Iori’s smile doesn’t reach his eyes.
The stairs up to the apartment are rickety metal, creaking under their weight as they scramble up. Not yet twenty and already masters of their own space. It’s freeing.
Under the air fresheners, the smell of decay pervades. Fire, Iori thinks as he slurps ramen quickly heated in the microwave, might be the only thing that could cleanse this place. Still, it’s theirs. Where they gather around their single table, the centerpiece of the room, for cheap meals, hands cleansed of blood, on a tepid night.
There are worse ways to live.
Yohei smokes and eats. He picks up the stub of his cigarette to complement the ramen he’d just chewed, and the last of its ashes fall on his own ramen cup. “Shit!”

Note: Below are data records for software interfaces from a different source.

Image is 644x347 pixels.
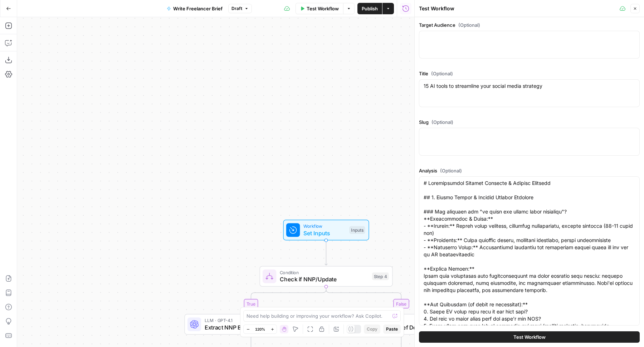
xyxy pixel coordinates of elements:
div: WorkflowSet InputsInputs [259,220,393,241]
span: Condition [279,269,369,276]
button: Paste [383,325,401,334]
span: Check if NNP/Update [279,275,369,284]
span: Draft [232,5,242,12]
button: Publish [357,3,382,15]
g: Edge from start to step_4 [325,240,327,265]
div: LLM · GPT-4.1Extract NNP Brief DetailsStep 5 [184,314,317,335]
span: Workflow [303,223,346,230]
span: (Optional) [431,118,453,126]
span: Paste [386,326,398,332]
textarea: 15 AI tools to streamline your social media strategy [423,82,635,90]
button: Copy [364,325,380,334]
span: Copy [367,326,377,332]
label: Slug [418,118,639,126]
g: Edge from step_4 to step_6 [326,287,402,313]
button: Test Workflow [418,332,639,343]
label: Target Audience [418,21,639,29]
span: Test Workflow [513,334,546,341]
span: Set Inputs [303,229,346,237]
span: (Optional) [431,70,452,77]
div: Step 4 [372,273,389,281]
label: Title [418,70,639,77]
button: Write Freelancer Brief [162,3,227,15]
span: 120% [255,326,265,332]
div: Inputs [349,227,365,235]
div: ConditionCheck if NNP/UpdateStep 4 [259,266,393,287]
button: Draft [228,4,251,13]
button: Test Workflow [295,3,343,15]
span: LLM · GPT-4.1 [204,317,294,324]
label: Analysis [418,168,639,174]
span: Write Freelancer Brief [173,5,222,12]
span: (Optional) [440,168,462,174]
span: Publish [361,5,378,12]
span: (Optional) [458,21,480,29]
span: Extract NNP Brief Details [204,323,294,332]
span: Test Workflow [307,5,339,12]
g: Edge from step_4 to step_5 [249,287,326,313]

Iori laughs. “Here, have mine. I wasn’t as hungry as I thought.”
Yohei thanks him as he takes it. Iori pads away, a few measly meters, to toss the ruined cup and his disposable chopsticks. He takes it in for a moment, the sheer mundanity of it, creeping on domesticity, all in their space.
There are no better ways to live.
“Iori,” Yohei says through a new cigarette, the smoke puffing out to the shape of his name, “you want it now?”
He blinks. “Want what?”
“The cigarette.”
Iori crosses the small space to the balcony, re-opening the doors. With the sun having dipped, the heat has abated, something almost cool swirling into the apartment. “Yeah,” he says.
The balcony can snugly hold two people. Iori leans against the railing, paint coming off in flecks under his palms, watching the city. It is less like a city than darkness interspersed by shapes of light: stationary in buildings, blinking overhead from planes, roaming on cars and people on their phones.
A city of this size has a way of making you feel lost. Boss had extended a warm, kind hand, reminding him of his worth, believing in it. And Yohei—
—is also leaning against the railing, and his presence dissipates any worded feelings Iori might have been considering. Makes them too real. So he doesn’t think about them, makes them quite literally unreal.
Iori slinks down to sit on the floor. He stretches his legs out and leans back against the railing. Yohei joins him, clicking the lighter after giving Iori a cigarette, but each click is less sure of itself.
“Come the fuck on,” Yohei mutters. “I haven’t had it that long…”
Iori chuckles. “It’s dead, danna. But it’s fine. Birthday present idea! I’ll get you a fancy one, none of this cheap shit that won’t work when we want it to.”
“Way to spoil the surprise, Iori.”
An idea comes to him. It’s selfish, pushing it, but what’s he got to lose on the night of a corpse drop-off with someone as bound to the clan as he is?
“Hmm, that’s how I want danna to be. Spoiled,” Iori says, the cigarette filter moistening with the tightness he clamps it with. He leans in close to Yohei, where the end of his cigarette flares, Iori’s own cigarette tip brushing it, the fire feeding it faithfully. He doesn’t look at Yohei as he pulls away, purposefully tilting his head up, wondering if the smoke leaves him as beautifully as it does Yohei. Or if Yohei would think so, anyway.
“That’s—” It comes out like a croak, and Iori almost looks at Yohei. Almost. He knows better. Yohei clears his throat. “You got your kinds of ‘spoiled’ mixed up there.”
Iori laughs, so relieved there are tears in the corners of his eyes. “Did I?”
“You can be damn annoying,” Yohei says, but it’s far too fond to mean anything.
“Well, don’t start hating me enough to leave, ‘cause I know what you did this summer.”
It’s Yohei who laughs. “Nah, man. We’re seeing this thing through.”
“And the next thing?”
“And the next thing.”
Iori raises his cigarette like a toast, daring to hold Yohei’s gaze. The ends of their cigarettes are bright in his eyes. “I’ll hold you to that,” he says, grinning.